By Jem Morgenstern
The vertical road stretches above the clouds. Gravity makes no sense. Here, the laws of physics aren’t concrete. Although the people here use the lack of physical limitations to their advantage, they don’t use them to be unfair. Where anyone could walk through a wall, or decide a wall didn’t exist and then see it cease to be, nobody does. Anyone could give themselves more to be more and have more than everyone else, but nobody there seems to feel any need to be more or have more than everyone else. They all have what they need and most of what they want, but nothing extraneous. As anyone would expect from the city of indefinite reality, my stop there was filled with fictive scenery.
Skyscrapers criss-crossed. Clouds spilled out of drainpipes. Pigeons flew in water. Baseballs arced downwards. Square balls rolled perfectly. Boats without sails floated atop a lake of solid concrete. Summer was Winter; it was hot, but it felt right to call that time of year Winter. A mechanic in the toiletries section of the grocery store ordered coffee from himself, reaching their hands between the shelves dividing the aisles, as if it were the countertop at a coffeeshop. A woman’s breasts hung off her chest like strings dragging behind her, clipped to the collars of her two dogs like leashes. One of those dogs stood on its two hind legs, the other one stood on its two hind arms. I openly welcomed a flower to pollinate me and I soon wore petals of my own.
My eyes could hardly believe me and they were confused, but this place felt faultless. I could believe me. Somehow, the atypical Seesaw Lane fit my expectation of reality better than my typical reality ever had or does. The innocuous disorder made me feel as if my being made more sense. I was realistic. I was rational, reasonable, sensical, and normal. Thoughts I had always thought before and had thought were insane began floating up, but instead of thinking they were stupid or unnecessary, they felt sensible. When I realized that, I started digging up all of the old thoughts I buried away: the thoughts that buried me, the thoughts that burned me, the thoughts that made me feel like I shouldn’t think. I thought them all back up and I thought them firmly. I balled them all into questions and I addressed each one with direct answers. I gave myself my answers. I let myself have the answers I was always too embarrassed to give honestly. Do you really know what taciturn means? No. I let myself have answers that I was always too afraid to give myself. Did he love me? No. I gave myself the answers I never accepted because of self-doubt, insecurities, or self-hate. Do I make a meaningful difference in the lives of others, no matter how few the number of others might be? Yes.
In complete honesty, I was dreading my visit to Seesaw Lane, as soon as I saw it on the list of places I would be going to for this tour. I thought it would be dangerous. I thought it would be visually overwhelming. I thought I wouldn’t be able to handle it. I left with a better sense of my own reality. Who I am. Why I think. Why I think what I think. What I see. I know now that the people who criticise this place so harshly only do so because they were uncomfortable learning about their reality. They don’t want to know which direction their gears are turning, what oils them, or what brings them to a halt. They would rather stay in their constructed dystopia, and that could be what’s best for them. For me - and many others - I know the best thing is to be less concrete, accept complications, and know that our subjective reality is as legitimate as the objective reality we all expected but never got.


REQUIRED WORK. Report each line of the entries that contains the word "func", copied in full.

RECORDS PROVIDED.
○ ○ ○ ○

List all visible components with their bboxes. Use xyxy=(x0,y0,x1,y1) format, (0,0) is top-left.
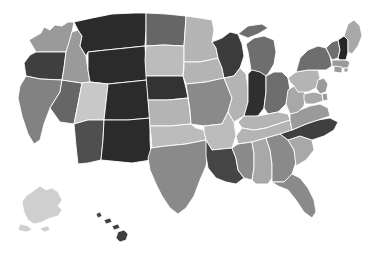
state-CO[interactable] xyxy=(104,80,150,120)
us-choropleth-map-figure xyxy=(0,0,380,260)
state-NM[interactable] xyxy=(101,118,151,163)
state-SD[interactable] xyxy=(145,45,184,76)
state-ND[interactable] xyxy=(146,13,186,46)
state-NH[interactable] xyxy=(338,36,348,60)
state-OR[interactable] xyxy=(24,52,66,80)
state-KS[interactable] xyxy=(148,98,191,126)
state-OH[interactable] xyxy=(264,72,290,114)
state-NJ[interactable] xyxy=(316,78,328,94)
state-AK[interactable] xyxy=(18,186,62,232)
state-MD[interactable] xyxy=(304,92,323,104)
state-NE[interactable] xyxy=(146,76,188,100)
state-HI[interactable] xyxy=(96,212,128,242)
state-AZ[interactable] xyxy=(74,120,104,164)
state-RI[interactable] xyxy=(344,68,348,72)
state-WY[interactable] xyxy=(88,46,147,84)
state-TX[interactable] xyxy=(148,140,208,214)
state-MN[interactable] xyxy=(184,16,218,62)
us-map-svg xyxy=(0,0,380,260)
state-CT[interactable] xyxy=(334,66,342,73)
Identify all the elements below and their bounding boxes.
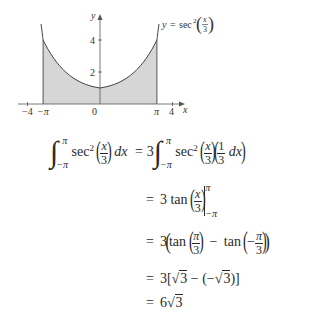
lower-limit: −π [56, 160, 68, 170]
lower-limit: −π [160, 160, 172, 170]
big-rparen: ) [264, 229, 270, 253]
lparen: ( [214, 138, 219, 164]
power: 2 [89, 143, 94, 153]
derivation-line-3: =3(tan (π3) − tan (−π3)) [146, 230, 268, 256]
upper-limit: π [166, 136, 172, 146]
equals: = [146, 271, 154, 286]
text-b: − (− [187, 271, 214, 286]
curve-label-func: sec [179, 19, 192, 30]
power: 2 [193, 143, 198, 153]
integral-limits: π−π [162, 136, 172, 170]
coef: 3 [147, 144, 154, 159]
x-tick-label-0: 0 [92, 106, 97, 117]
tan-func: tan [224, 234, 241, 249]
x-tick-label-neg4: −4 [22, 106, 33, 117]
tan-func: tan [170, 192, 187, 207]
curve-label-lparen: ( [196, 14, 202, 35]
lparen: ( [200, 138, 205, 164]
rparen: ) [199, 228, 204, 254]
curve-label-num: x [202, 15, 207, 24]
curve-label-eq: = [170, 19, 176, 30]
sqrt: √3 [172, 272, 188, 286]
equals: = [146, 234, 154, 249]
x-axis-label: x [182, 104, 188, 115]
curve-label-rparen: ) [208, 14, 214, 35]
lparen: ( [243, 228, 248, 254]
x-tick-label-negpi: −π [37, 106, 50, 117]
equals: = [146, 295, 154, 310]
bar-limits: π−π [205, 183, 217, 219]
sqrt-icon: √ [167, 295, 175, 310]
sqrt: √3 [167, 296, 183, 310]
derivation-line-5: =6√3 [146, 296, 183, 310]
area-graph: −4 −π 0 π 4 x 2 4 y y = sec 2 ( x 3 ) [0, 0, 312, 125]
lower-limit: −π [205, 209, 217, 219]
derivation-line-2: =3 tan (x3)π−π [146, 183, 217, 219]
equals: = [146, 192, 154, 207]
curve-label-den: 3 [203, 25, 207, 34]
upper-limit: π [62, 136, 68, 146]
minus: − [209, 234, 217, 249]
coef: 3 [160, 192, 167, 207]
x-tick-label-4: 4 [169, 106, 174, 117]
text-a: 3[ [160, 271, 172, 286]
y-axis-label: y [90, 10, 96, 21]
sqrt: √3 [215, 272, 231, 286]
upper-limit: π [205, 183, 217, 193]
big-lparen: ( [165, 229, 171, 253]
curve-label-y: y [161, 19, 167, 30]
derivation-line-4: =3[√3 − (−√3)] [146, 272, 240, 286]
x-tick-label-pi: π [154, 106, 160, 117]
evaluation-bar: π−π [204, 183, 217, 219]
lparen: ( [96, 138, 101, 164]
y-tick-label-2: 2 [90, 67, 95, 78]
y-axis-arrow-icon [98, 14, 103, 20]
radicand: 3 [175, 294, 183, 310]
integral-limits: π−π [58, 136, 68, 170]
neg: − [247, 234, 255, 249]
text-c: )] [230, 271, 239, 286]
rparen: ) [241, 138, 246, 164]
tan-func: tan [169, 234, 186, 249]
dx: dx [114, 144, 127, 159]
equals: = [135, 144, 143, 159]
lparen: ( [190, 186, 195, 212]
coef: 6 [160, 295, 167, 310]
sec-func: sec [71, 144, 89, 159]
derivation-line-1: ∫π−π sec2 (x3) dx =3∫π−π sec2 (x3)(13 dx… [50, 136, 245, 170]
lparen: ( [188, 228, 193, 254]
sec-func: sec [175, 144, 193, 159]
rparen: ) [107, 138, 112, 164]
y-tick-label-4: 4 [90, 35, 95, 46]
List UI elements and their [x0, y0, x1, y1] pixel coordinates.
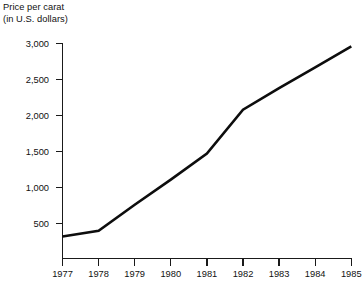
y-axis-label-2500: 2,500: [26, 75, 49, 85]
x-axis-label-1985: 1985: [341, 269, 362, 279]
y-axis-labels: 3,000 2,500 2,000 1,500 1,000 500: [26, 39, 49, 229]
x-axis-label-1977: 1977: [52, 269, 73, 279]
x-axis-label-1983: 1983: [269, 269, 290, 279]
line-chart: Price per carat (in U.S. dollars) 3,000 …: [0, 0, 362, 282]
y-axis-label-2000: 2,000: [26, 111, 49, 121]
x-axis-label-1980: 1980: [160, 269, 181, 279]
x-axis-label-1979: 1979: [124, 269, 145, 279]
y-axis-label-1500: 1,500: [26, 147, 49, 157]
x-axis-label-1982: 1982: [233, 269, 254, 279]
y-axis-label-3000: 3,000: [26, 39, 49, 49]
y-axis-label-500: 500: [33, 219, 49, 229]
x-axis-label-1981: 1981: [197, 269, 218, 279]
y-axis-ticks: [56, 44, 63, 224]
x-axis-label-1984: 1984: [305, 269, 326, 279]
x-axis-label-1978: 1978: [88, 269, 109, 279]
plot-area: 3,000 2,500 2,000 1,500 1,000 500 1977 1…: [0, 0, 362, 282]
x-axis-labels: 1977 1978 1979 1980 1981 1982 1983 1984 …: [52, 269, 361, 279]
y-axis-label-1000: 1,000: [26, 183, 49, 193]
x-axis-ticks: [63, 259, 352, 266]
data-series-line: [63, 46, 352, 236]
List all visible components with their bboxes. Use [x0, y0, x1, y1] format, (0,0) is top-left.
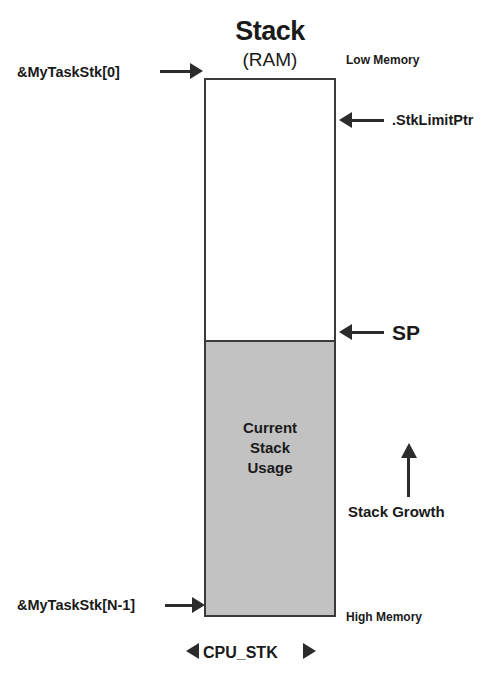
- stack-width-label: CPU_STK: [203, 645, 278, 661]
- stack-pointer-label: SP: [392, 322, 420, 343]
- stack-box: Current Stack Usage: [204, 78, 336, 617]
- stack-diagram: Stack (RAM) Low Memory High Memory Curre…: [0, 0, 502, 684]
- stack-pointer-leader-line: [352, 331, 384, 334]
- stack-start-label: &MyTaskStk[0]: [17, 65, 120, 80]
- stack-start-leader-line: [160, 70, 192, 73]
- stack-limit-label: .StkLimitPtr: [392, 113, 473, 128]
- stack-limit-leader-line: [352, 119, 384, 122]
- page-subtitle: (RAM): [204, 50, 336, 69]
- low-memory-label: Low Memory: [346, 54, 419, 66]
- used-label-line-3: Usage: [206, 458, 334, 478]
- used-stack-region: Current Stack Usage: [206, 340, 334, 615]
- stack-growth-label: Stack Growth: [348, 504, 445, 519]
- stack-end-label: &MyTaskStk[N-1]: [17, 598, 135, 613]
- arrow-right-icon: [303, 643, 316, 659]
- arrow-left-icon: [339, 324, 352, 340]
- arrow-left-icon: [186, 643, 199, 659]
- used-stack-label: Current Stack Usage: [206, 418, 334, 477]
- stack-end-leader-line: [165, 604, 194, 607]
- stack-growth-leader-line: [407, 455, 410, 497]
- used-label-line-2: Stack: [206, 438, 334, 458]
- arrow-right-icon: [192, 597, 205, 613]
- arrow-right-icon: [190, 63, 203, 79]
- free-stack-region: [206, 80, 334, 340]
- page-title: Stack: [204, 18, 336, 45]
- arrow-left-icon: [339, 112, 352, 128]
- arrow-up-icon: [401, 443, 417, 458]
- high-memory-label: High Memory: [346, 611, 422, 623]
- used-label-line-1: Current: [206, 418, 334, 438]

○ ○ ○ ○

EXPECTED ANSWER.
curve-label-func: sec [179, 19, 192, 30]
tan-func: tan [224, 234, 241, 249]
tan-func: tan [170, 192, 187, 207]
tan-func: tan [169, 234, 186, 249]
sec-func: sec [71, 144, 89, 159]
sec-func: sec [175, 144, 193, 159]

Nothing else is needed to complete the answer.